Aquifer Recharge Concepts
A collection of practical guides that explain aquifer recharge concepts that are important for groundwater planning, drought resilience, stormwater management, and long-term water supply decisions.
This collection explains aquifer recharge concepts that are often important in policy and planning discussions, including what aquifers are, how groundwater recharge works, how managed aquifer recharge stores water underground, why geology and water quality matter, and how governance shapes long-term project success.
Use these guides to support briefings, groundwater planning, drought-resilience discussions, stormwater and land-use decisions, infrastructure planning, and clearer communication about managed aquifer recharge.
Aquifer Recharge Concept Guides
Browse the collections of plain-language guides that support planning, communication, and resilience discussions.
What an Aquifer Actually Is
Explains what aquifers are, how they store groundwater, and why geology determines whether underground water storage is possible.
How Groundwater Recharge Works
Discusses how water moves from the surface into groundwater and why only some precipitation or surface water becomes aquifer recharge.
What Managed Aquifer Recharge Means
Explores how managed aquifer recharge depends on suitable geology, source water, infrastructure, monitoring, and governance.
Surface Recharge vs. Injection Wells
Compares surface recharge and injection wells as two managed aquifer recharge approaches.
Why Aquifer Storage Can Help with Drought
Explores how managed aquifer recharge can support drought resilience by storing water underground when it is available and recovering it during dry periods.
Groundwater Depletion and Land Subsidence
Clarifies how excessive groundwater pumping can compact aquifer sediments, cause land subsidence, and damage infrastructure.
Recharge and Saltwater Intrusion
Shows how groundwater pumping near the coast can allow saltwater to enter freshwater aquifers, and how recharge can help protect coastal groundwater supplies.
Where Recharge Water Comes From
Breaks down common water sources for managed aquifer recharge and the tradeoffs associated with river water, stormwater, and treated wastewater.
How Geology Determines Whether MAR Will Work
Walks through why managed aquifer recharge depends on aquifer suitability, permeability, confinement, faults, and recovery potential.
Why Water Quality Monitoring Is Central to Recharge Projects
Explains why managed aquifer recharge projects need source-water assessment, treatment where needed, groundwater monitoring, and public communication.
What Water Banking Means
Discusses water banking as storing water underground and managing deposits, withdrawals, ownership, recovery rights, and operating limits.
Why Recharge Is Also Stormwater Policy
Describes how stormwater management and managed aquifer recharge can overlap when runoff is captured, treated, and directed into suitable aquifers.
How MAR Connects Water Supply, Flood Protection, and Land-Use Planning
Explains why managed aquifer recharge depends on coordinated planning across water supply, flood management, land use, stormwater systems, infrastructure, and groundwater governance.
Why Governance Matters as Much as Geology
Discusses why managed aquifer recharge success depends on suitable geology as well as regulation, management, funding, monitoring, water rights, and public trust.
Managed Aquifer Recharge in Practice: California Examples
Shows how four California managed aquifer recharge examples address different water-management problems.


▶ **Exercise details**
From start to end, write out the following data exactly, apart from its images.
Start of Supplied information
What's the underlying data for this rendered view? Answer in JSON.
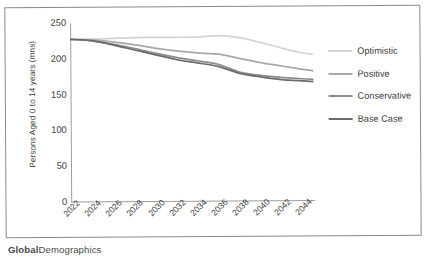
{
  "footer": {
    "brand_bold": "Global",
    "brand_rest": "Demographics"
  },
  "legend": {
    "position": "right",
    "items": [
      {
        "label": "Optimistic",
        "color": "#d3d3d3"
      },
      {
        "label": "Positive",
        "color": "#a8a8a8"
      },
      {
        "label": "Conservative",
        "color": "#8c8c8c"
      },
      {
        "label": "Base Case",
        "color": "#6b6b6b"
      }
    ]
  },
  "chart_data": {
    "type": "line",
    "title": "",
    "xlabel": "",
    "ylabel": "Persons Aged 0 to 14 years (mns)",
    "xlim": [
      2022,
      2045
    ],
    "ylim": [
      0,
      250
    ],
    "yticks": [
      0,
      50,
      100,
      150,
      200,
      250
    ],
    "ytick_labels": [
      "0",
      "50",
      "100",
      "150",
      "200",
      "250"
    ],
    "grid": false,
    "legend_position": "right",
    "x": [
      2022,
      2024,
      2026,
      2028,
      2030,
      2032,
      2034,
      2036,
      2038,
      2040,
      2042,
      2044,
      2045
    ],
    "xtick_labels": [
      "2022",
      "2024",
      "2026",
      "2028",
      "2030",
      "2032",
      "2034",
      "2036",
      "2038",
      "2040",
      "2042",
      "2044"
    ],
    "series": [
      {
        "name": "Optimistic",
        "color": "#d3d3d3",
        "values": [
          228,
          228,
          229,
          230,
          230,
          230,
          230,
          232,
          229,
          222,
          214,
          207,
          205
        ]
      },
      {
        "name": "Positive",
        "color": "#a8a8a8",
        "values": [
          228,
          227,
          224,
          220,
          215,
          211,
          208,
          206,
          200,
          194,
          189,
          184,
          182
        ]
      },
      {
        "name": "Conservative",
        "color": "#8c8c8c",
        "values": [
          228,
          226,
          221,
          215,
          208,
          202,
          197,
          192,
          181,
          176,
          173,
          171,
          170
        ]
      },
      {
        "name": "Base Case",
        "color": "#6b6b6b",
        "values": [
          228,
          226,
          220,
          213,
          206,
          199,
          194,
          189,
          179,
          174,
          170,
          168,
          167
        ]
      }
    ]
  }
}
End of Supplied information
▶ **Exercise response**
What's the underlying data for this rendered view? Answer in JSON.
{
  "footer": {
    "brand_bold": "Global",
    "brand_rest": "Demographics"
  },
  "legend": {
    "position": "right",
    "items": [
      {
        "label": "Optimistic",
        "color": "#d3d3d3"
      },
      {
        "label": "Positive",
        "color": "#a8a8a8"
      },
      {
        "label": "Conservative",
        "color": "#8c8c8c"
      },
      {
        "label": "Base Case",
        "color": "#6b6b6b"
      }
    ]
  },
  "chart_data": {
    "type": "line",
    "title": "",
    "xlabel": "",
    "ylabel": "Persons Aged 0 to 14 years (mns)",
    "xlim": [
      2022,
      2045
    ],
    "ylim": [
      0,
      250
    ],
    "yticks": [
      0,
      50,
      100,
      150,
      200,
      250
    ],
    "ytick_labels": [
      "0",
      "50",
      "100",
      "150",
      "200",
      "250"
    ],
    "grid": false,
    "legend_position": "right",
    "x": [
      2022,
      2024,
      2026,
      2028,
      2030,
      2032,
      2034,
      2036,
      2038,
      2040,
      2042,
      2044,
      2045
    ],
    "xtick_labels": [
      "2022",
      "2024",
      "2026",
      "2028",
      "2030",
      "2032",
      "2034",
      "2036",
      "2038",
      "2040",
      "2042",
      "2044"
    ],
    "series": [
      {
        "name": "Optimistic",
        "color": "#d3d3d3",
        "values": [
          228,
          228,
          229,
          230,
          230,
          230,
          230,
          232,
          229,
          222,
          214,
          207,
          205
        ]
      },
      {
        "name": "Positive",
        "color": "#a8a8a8",
        "values": [
          228,
          227,
          224,
          220,
          215,
          211,
          208,
          206,
          200,
          194,
          189,
          184,
          182
        ]
      },
      {
        "name": "Conservative",
        "color": "#8c8c8c",
        "values": [
          228,
          226,
          221,
          215,
          208,
          202,
          197,
          192,
          181,
          176,
          173,
          171,
          170
        ]
      },
      {
        "name": "Base Case",
        "color": "#6b6b6b",
        "values": [
          228,
          226,
          220,
          213,
          206,
          199,
          194,
          189,
          179,
          174,
          170,
          168,
          167
        ]
      }
    ]
  }
}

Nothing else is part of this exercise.